Brouillette asserted that it is in the U.S. national security interest to preserve and grow the assets and investments of the entire U.S. nuclear enterprise. We can do so by addressing domestic and international security interests, expanding nuclear generation, minimizing commercial fleet fiscal vulnerabilities, assuring defense needs for uranium, and leveling the playing field against state-owned enterprises.

He stated that the initial U.S. response is focused on two major initiatives. The Energy Department has begun a new $115 million Energy Department pilot project to create high-assay low-enriched uranium (HALEU), a fuel that is enriched to about 19.5 percent. The use of a higher density fuel will enable these microreactors to become smaller. A second initiative is the virtual test reactor at the Idaho National Laboratory that is intended to allow quick identification of materials suitable for the new modular reactors.

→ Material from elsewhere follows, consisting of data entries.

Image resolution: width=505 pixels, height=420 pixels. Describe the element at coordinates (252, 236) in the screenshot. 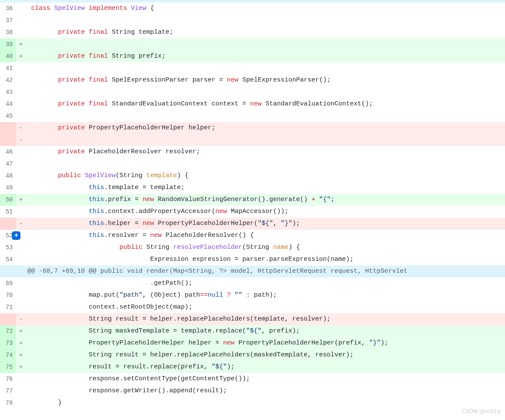

I see `code-row: 52+ this.resolver = new PlaceholderResol…` at that location. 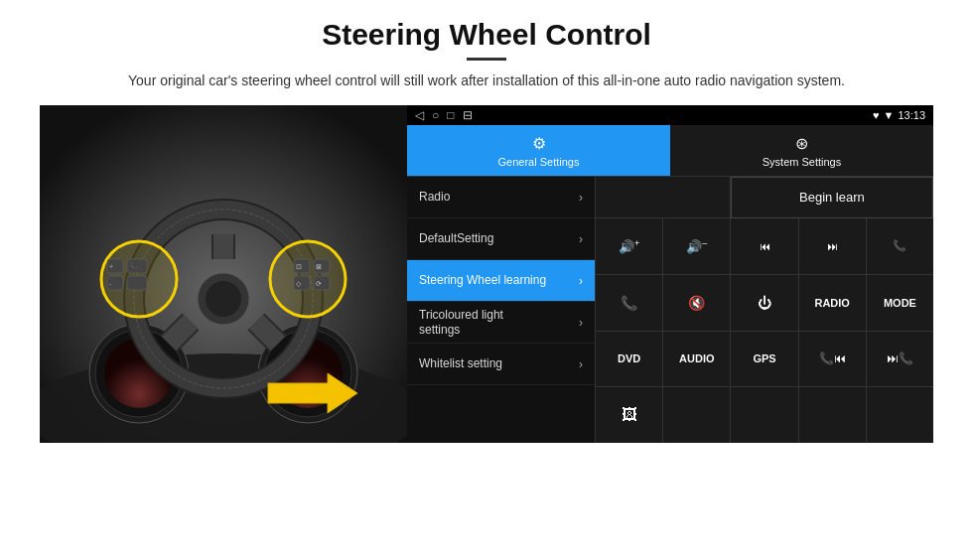 What do you see at coordinates (697, 303) in the screenshot?
I see `mute-icon: 🔇` at bounding box center [697, 303].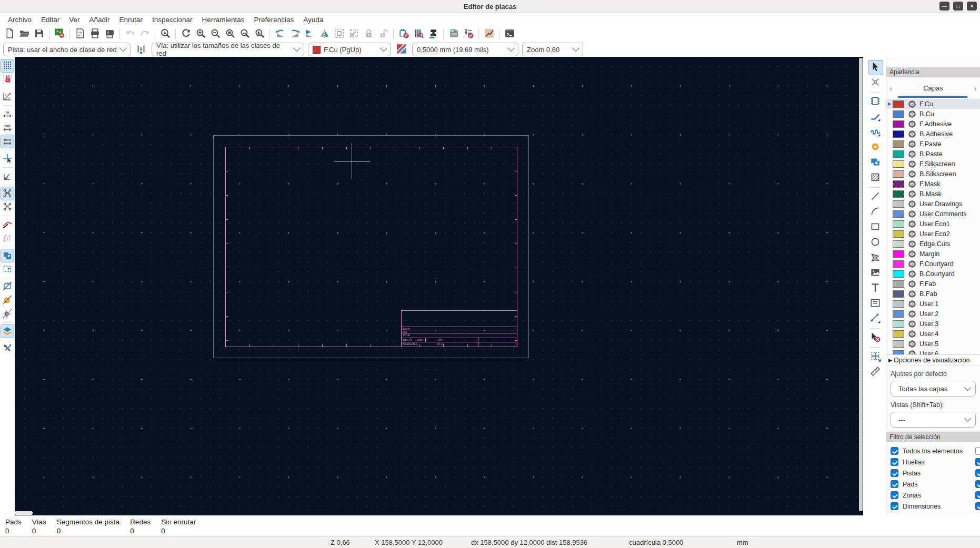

Now we learn that the Pentagon has a special interest in these new mobile modular reactors, which if deployable in the field could drastically reduce the need for fossil fuel fired generators and other makeshift energy sources vital to field operations.

Waksman had explained that 52 percent of casualties in Iraq and Afghanistan happened on land convoy missions bringing fuel and water to the troops. The Defense Science Board in early 2018 issued a report citing energy logistics as an increasing risk, and that nuclear power had evolved to become a viable option even on the battlefield.

The Department of Defense then awarded contracts under Project Pele (named after the Hawaiian goddess of creation and fire) to three companies to develop competing designs for a mobile miniature nuclear reactor. According to program manager Jeff Waksman, the reactors that will be built in this project will be safer than any existing reactors. “We now have the capability to build completely, inherently safe reactors,” Waksman promised.

The reason is the revolutionary new tri-structural isotropic particle fuel (TRISO), which replaces large uranium cores with millions of tiny pellets, each of them sufficiently hardened to lock radioactivity inside so that they can remain intact at temperatures as high as 1,8000 C – hot enough to melt steel. The TRISO reactors thus cannot physically melt down, even if an enemy missile hits the TRISO reactor dead on.

Waksman added that these miniature reactors should be especially helpful for humanitarian assistance and disaster relief missions. Had they been available when Puerto Rico lost its entire electric grid in the wake of hurricane Maria, these reactors could safely power refugee centers or hospitals. These reactors could also provide first-time electricity reliability in some of the world’s darkest areas.

Hopefully, the military’s interest in these miniature reactors will also spur renewed interest in their slightly larger cousins – small modular reactors. SMRs allow for less on-site construction, increased containment efficiency, and enhanced safety in comparison to the massive conventional reactors that in the U.S have become difficult to near-impossible to bring online.